Joni Mitchell Sings Her Sad Songs on New Album

by Jack Lloyd
Philadelphia Inquirer
December 10, 1972

With all of the recent fuss over such singer-songwriter ladies as Carole King, Carly Simon and Helen Reddy, Joni Mitchell was generally left on the sidelines, despite her steady creative out-put over the past four years or so.

Upon her arrival several years ago - a time when female "folksingers" were supposed to deliver strong, slashing statements, angrily chastise the audience and occasionally stomp their feet to emphasize disapproval - Joni Mitchell settled comfortably into a gentle image.

It was often chic to dismiss her music as sweet trifles.

All of this changes dramatically with "For the Roses," Joni Mitchell's first album for her new record company, Asylum Records. Now that gained a position of due respect in contemporary music circles, Miss Mitchell has produced a session of potently unsettling music.

In listening to "For the Roses" - and recalling past albums - one gets the impression that Joni Mitchell has been hurt deeply for the first time in her life and that she has completely bared her soul. She sounds as naked and alone as she appears on a rocky shore in the stunning centerfold viewed when the album cover is opened.

There is no beating around the bush. Miss Mitchell is quite specific about the object of her misery. Those who follow the rock gossip news will instantly identify the scoundrel. The sentiment expressed in one of the songs, "Blonde in the Bleachers," pops up throughout the album:

"You can't hold the hand of a rock 'n' roll man...Compete with the fans for your rock 'n' roll man...The girls and the bands and the rock 'n' roll man."

Much of the content is so scorchingly personal that one almost feels guilty of invasion of privacy.

The hurt and anger are just barely contained in "Woman of Heart and Mind." One line even includes THAT four-letter work [sic], yet it is delivered in that classic, calculatingly cool manner of the woman who IS NOT going to lose her temper.

Despite this dominant theme, the album's best moment comes when she momentarily strays into other matters. "Cold Blue Steel and Sweet Fire" is a street song masterpiece.
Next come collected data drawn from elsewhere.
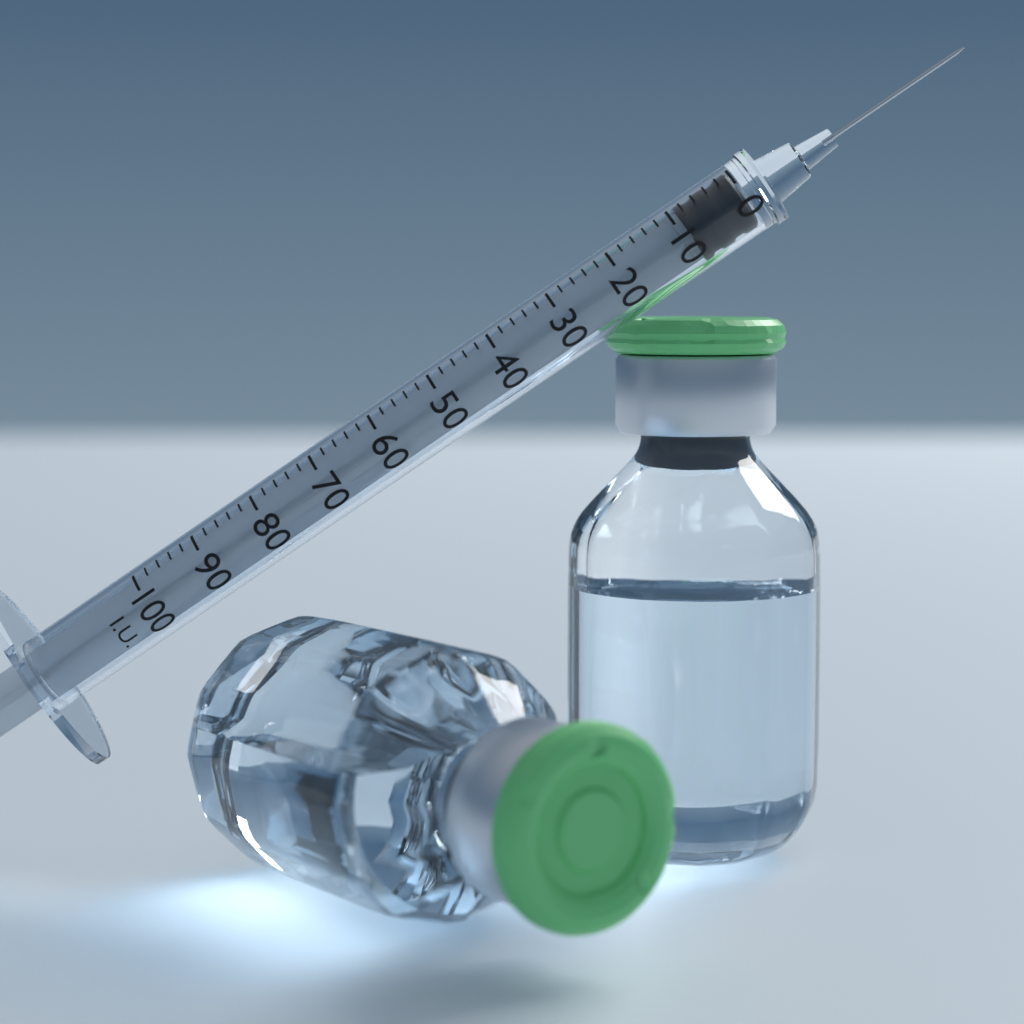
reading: 0 I.U.
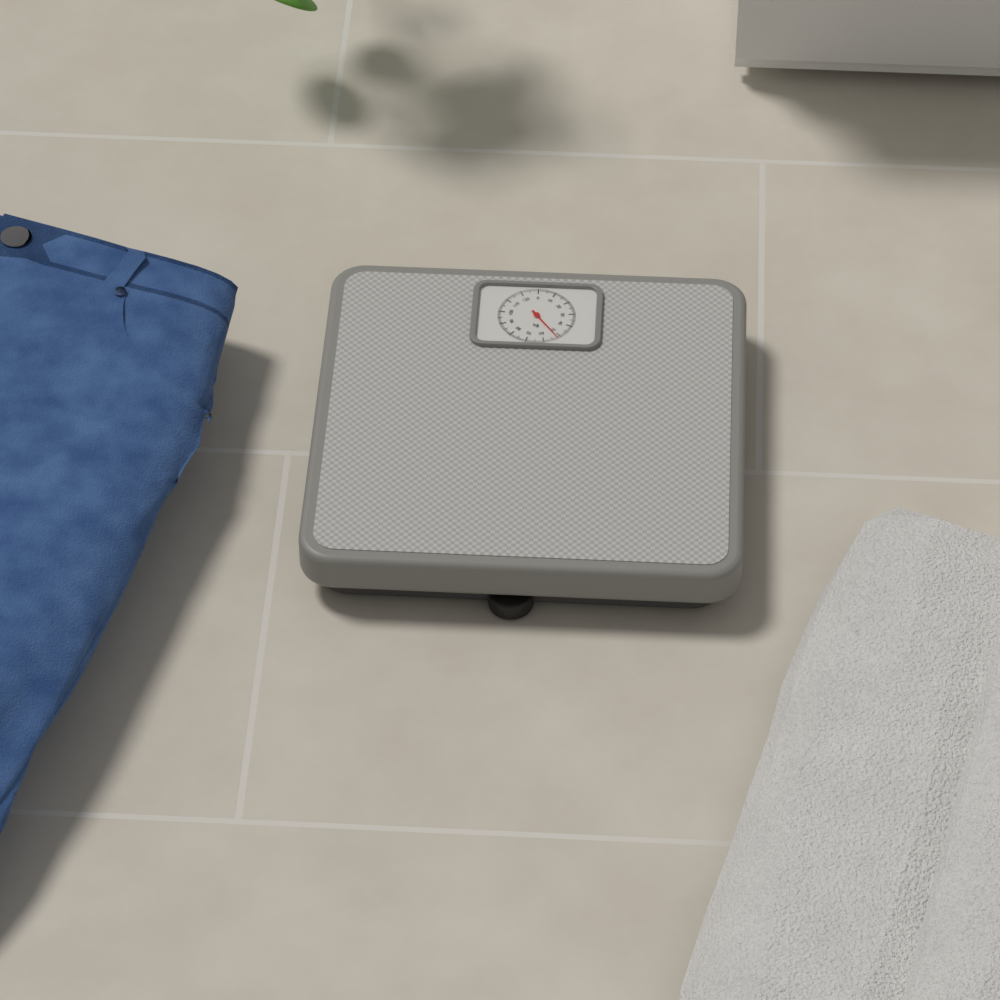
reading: 52 kg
Hauntingly beautiful, dark and ominous, scarey [sic] as hell. The lines ooze the pain of our times:

"A wristwatch, a ring, a downstairs screamer...Edgy-black cracks of the sky/pin cushion prick/free this poor bad dreamer...Concrete concentration camps-bashin' in veins for peace...Sweet fire...Lady Relief."

"For the Roses" is not an album you will easily forget.